Other programs include When the Streetlights Go On, a gloomy suburban crime drama set in the mid-'90s, Survive, a bleak drama about a teenager lost in the wilderness after a plane crash, and at least two shows whose concepts include house renovations: Flipped, a spastic comedy about a pair of self-absorbed wannabe TV design gurus who end up getting involved with drug cartels, and Murder House Flip, a true-crime show about renovating homes where famous murders were committed. Again, those looking for gore, energy, wit, or anything resembling amusement will still probably be best off looking elsewhere. (Admittedly, I didn't watch Chrissy's Court, a Judge Judy-esque courtroom show where legally binding decisions about arguments made by idiots are delivered by Chrissy Teigen, which, if nothing else, seems like a recipe for spilled blood.)

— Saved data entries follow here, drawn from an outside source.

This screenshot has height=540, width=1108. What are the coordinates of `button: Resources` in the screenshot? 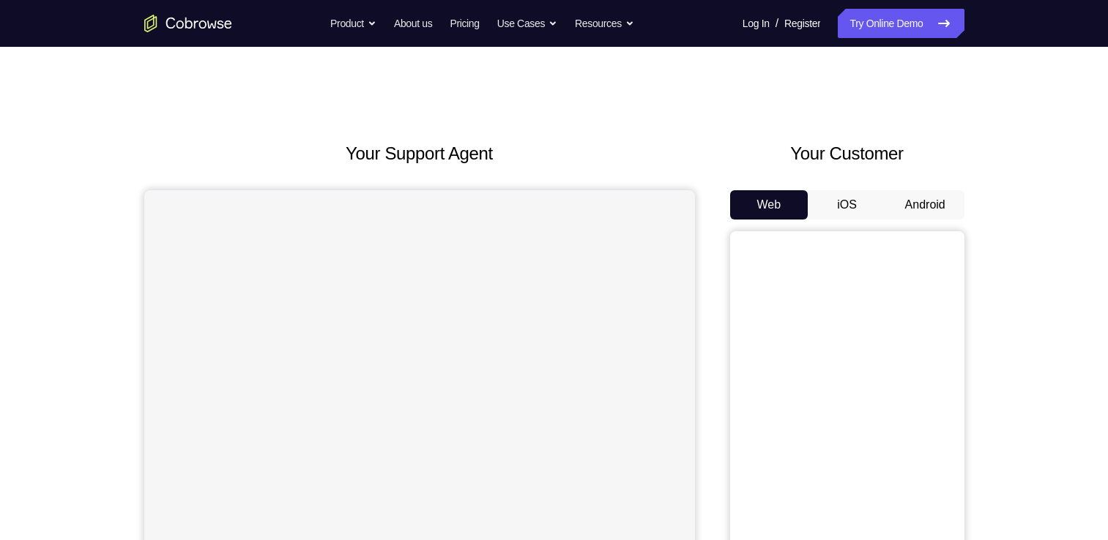 It's located at (604, 23).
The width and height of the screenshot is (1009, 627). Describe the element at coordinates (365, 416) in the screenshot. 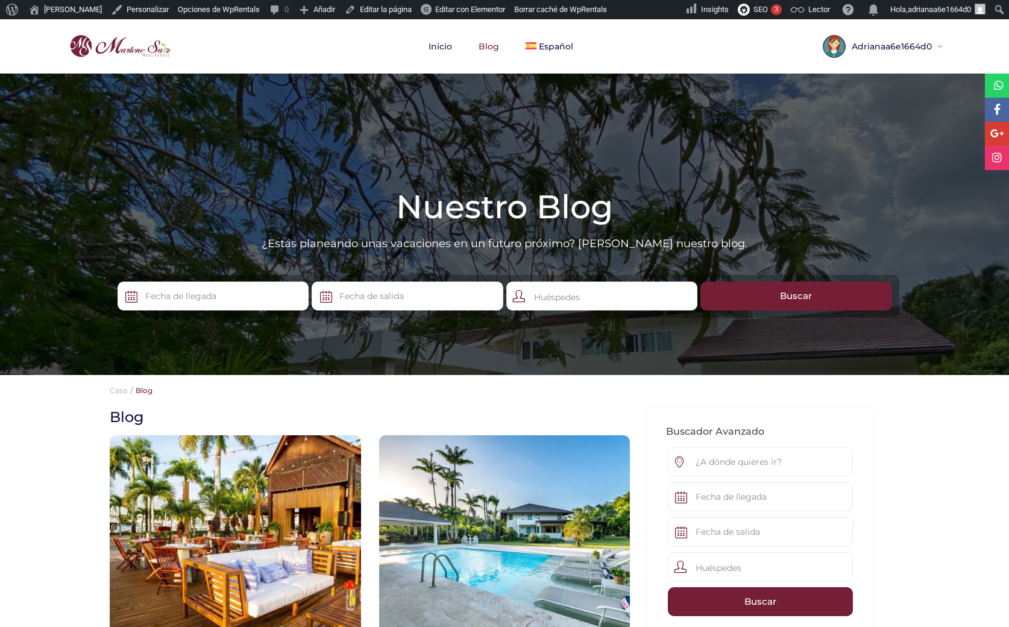

I see `h1: Blog` at that location.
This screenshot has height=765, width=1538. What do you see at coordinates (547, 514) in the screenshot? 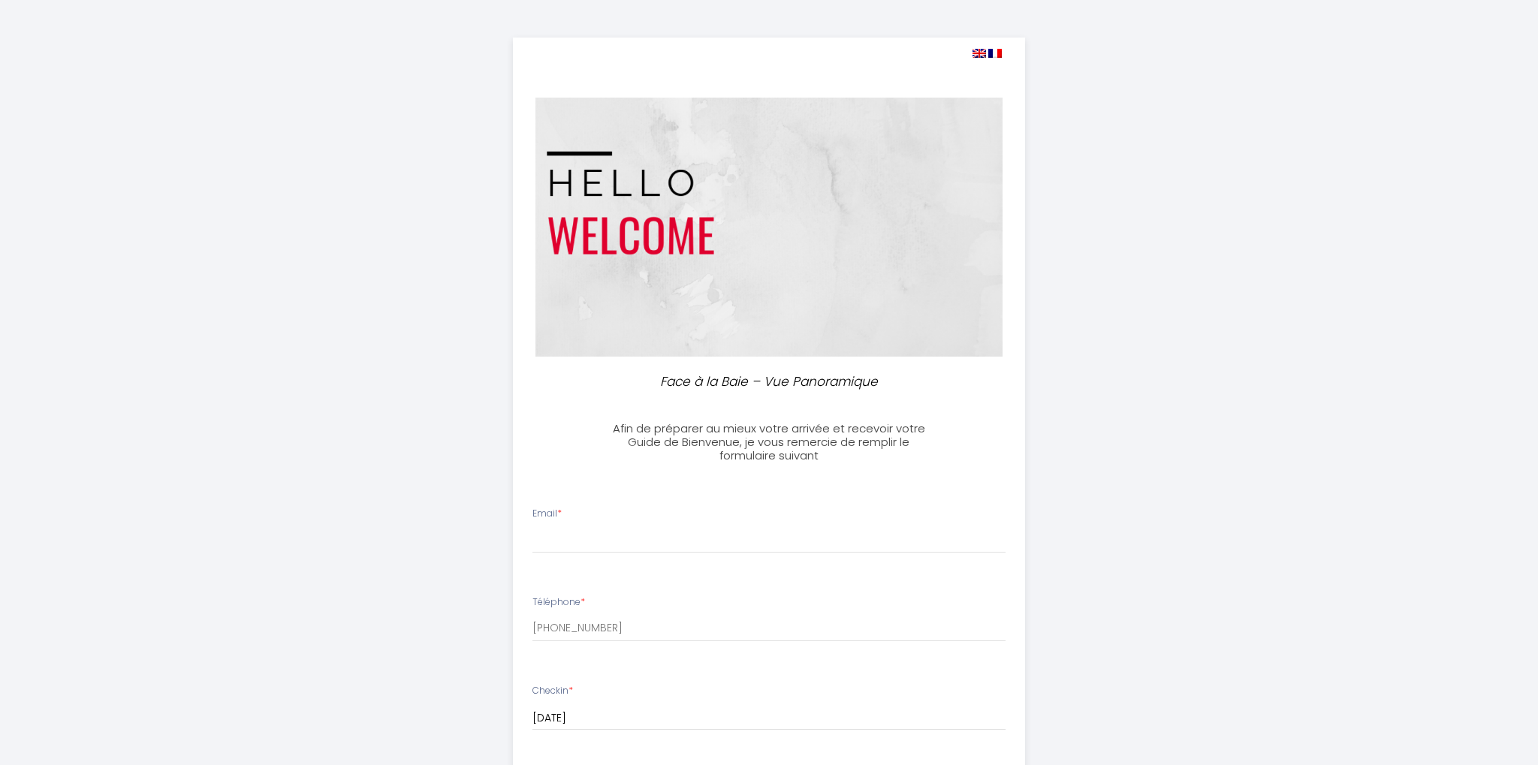
I see `label: Email` at bounding box center [547, 514].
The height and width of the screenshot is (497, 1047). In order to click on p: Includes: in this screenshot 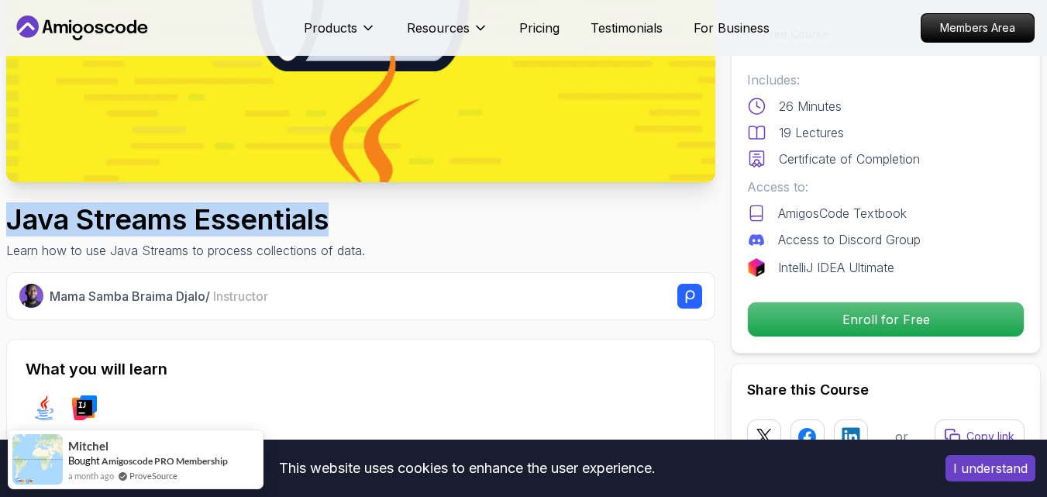, I will do `click(886, 80)`.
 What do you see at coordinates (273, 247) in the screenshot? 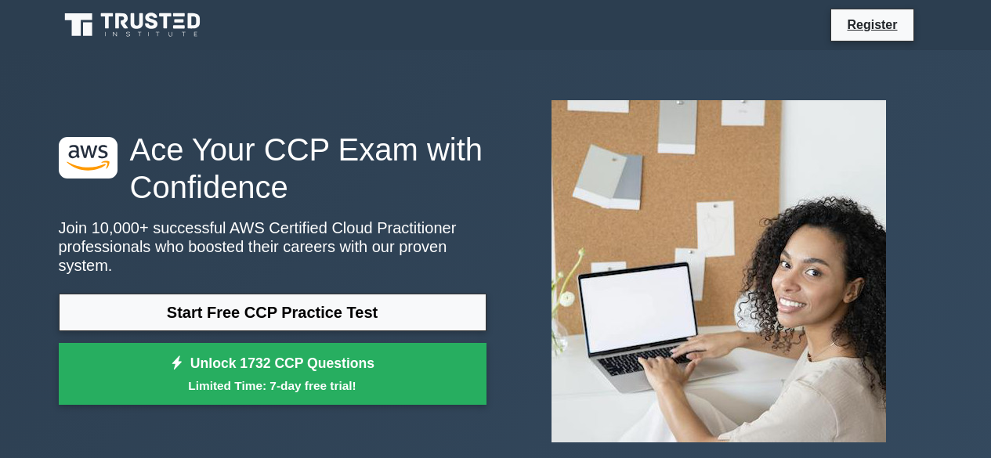
I see `p: Join 10,000+ successful AWS Certified Cloud Practitioner professionals who boosted their careers ...` at bounding box center [273, 247].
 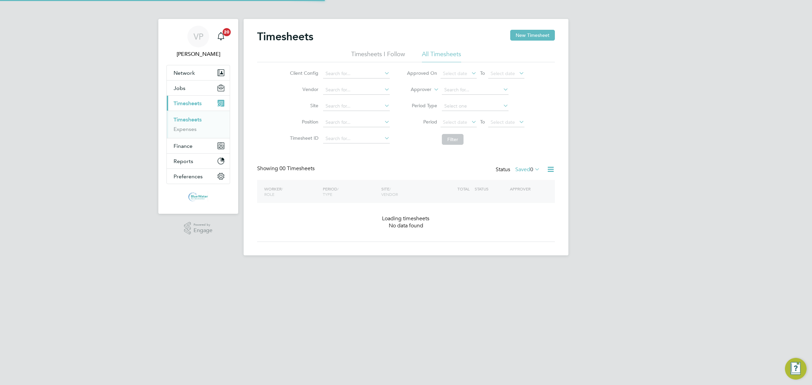 I want to click on span: VP, so click(x=198, y=37).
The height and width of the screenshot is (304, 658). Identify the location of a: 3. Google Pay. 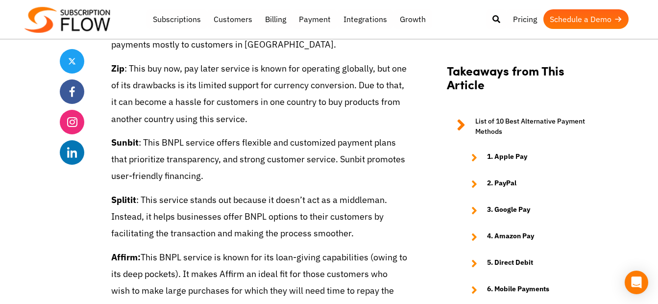
(525, 210).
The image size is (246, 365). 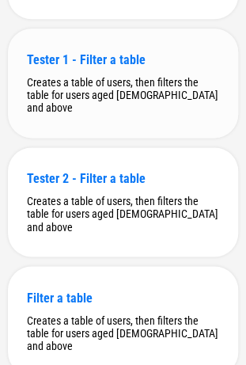 What do you see at coordinates (123, 297) in the screenshot?
I see `div: Filter a table` at bounding box center [123, 297].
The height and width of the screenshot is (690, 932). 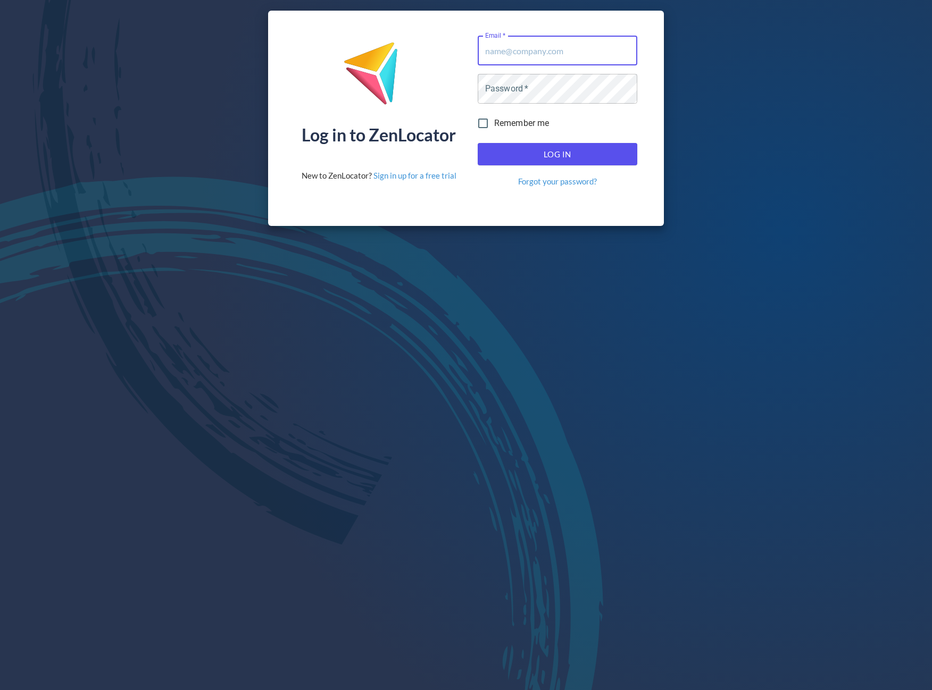 I want to click on span: Log In, so click(x=557, y=154).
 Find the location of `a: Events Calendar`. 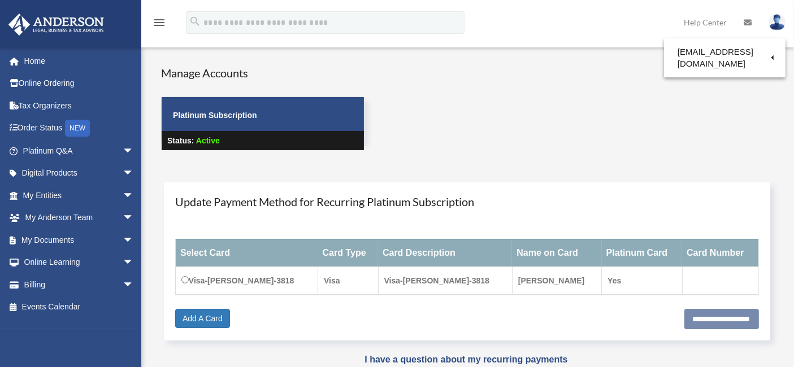

a: Events Calendar is located at coordinates (79, 307).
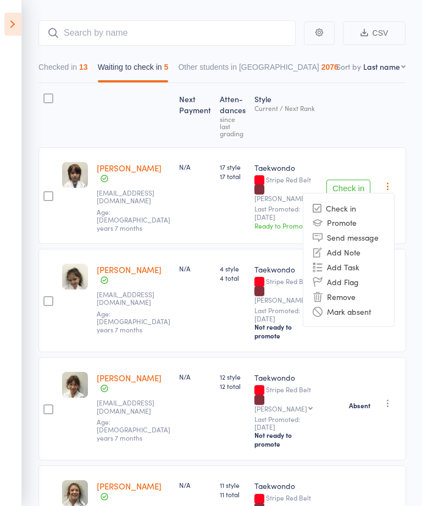  Describe the element at coordinates (348, 222) in the screenshot. I see `li: Promote` at that location.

By and large, the debut shows on Quibi are bland exercises in TV-genre box-checking: YA crime and celebrity court, funny house flipping and, well, murder house flipping. They aren't visually distinctive or engrossing the way even middling Netflix or HBO series are. I didn't watch every episode of every series on launch day, but from what I saw, there was little that stood out, and not a single series that felt like it truly needed to be watched.
But maybe that's the point: From comic books to dime-store pulp novels, popular storytellers have long found success in cheap, disposable, rapidly produced entertainments that were easy to carry and easy to discard. Most have been forgotten, but a few have become classics, and those formats, with their high volume and broad accessibility, became testing grounds for the templates that now serve as our most popular forms of narrative entertainment. A TV series, or a movie, doesn't have to be high art to be worthwhile, especially when it barely asks for more time than it takes to microwave a Hot Pocket. Sometimes there's value in being inessential.
And sometimes the format itself is what stands out. Recently, there's been a boom in new streaming video services, but for the most part, they're all working from the same basic playbook: A back catalog of familiar older works, supplemented by high-profile new programming, nearly all of which fits squarely into traditional TV-episode and feature-film formats. It's a combination of cable television and video store, delivered via app.
Quibi feels different. It is different. It's video built not only for phones, but for the demographic that already uses those phones for nearly everything: a younger, mobile-native audience that was probably going to be staring at a pocket-sized screen anyway. They don't need to live in a world of actual mobility; they live on their phones already. It's true that the pandemic lockdowns have shut down many of Quibi's more obvious mobile use-cases, from commutes on public transit, to breaks between classes, to almost any scenario where you might want to watch video on the go. But the lockdowns have also coincided with a rapid increase in smartphone usage. People are watching tiny screens more than ever.
In some ways, then, Quibi's true competitors aren't Netflix and Hulu, but TikTok and YouTube, which provide a near-infinite amount of free-to-watch content, virtually all of which is somehow even less essential than anything starring a Hemsworth. And yet the formats themselves, and the opportunities for rapid experimentation they afford, have made them essential in their own ways. The smallest screen is its own revolution.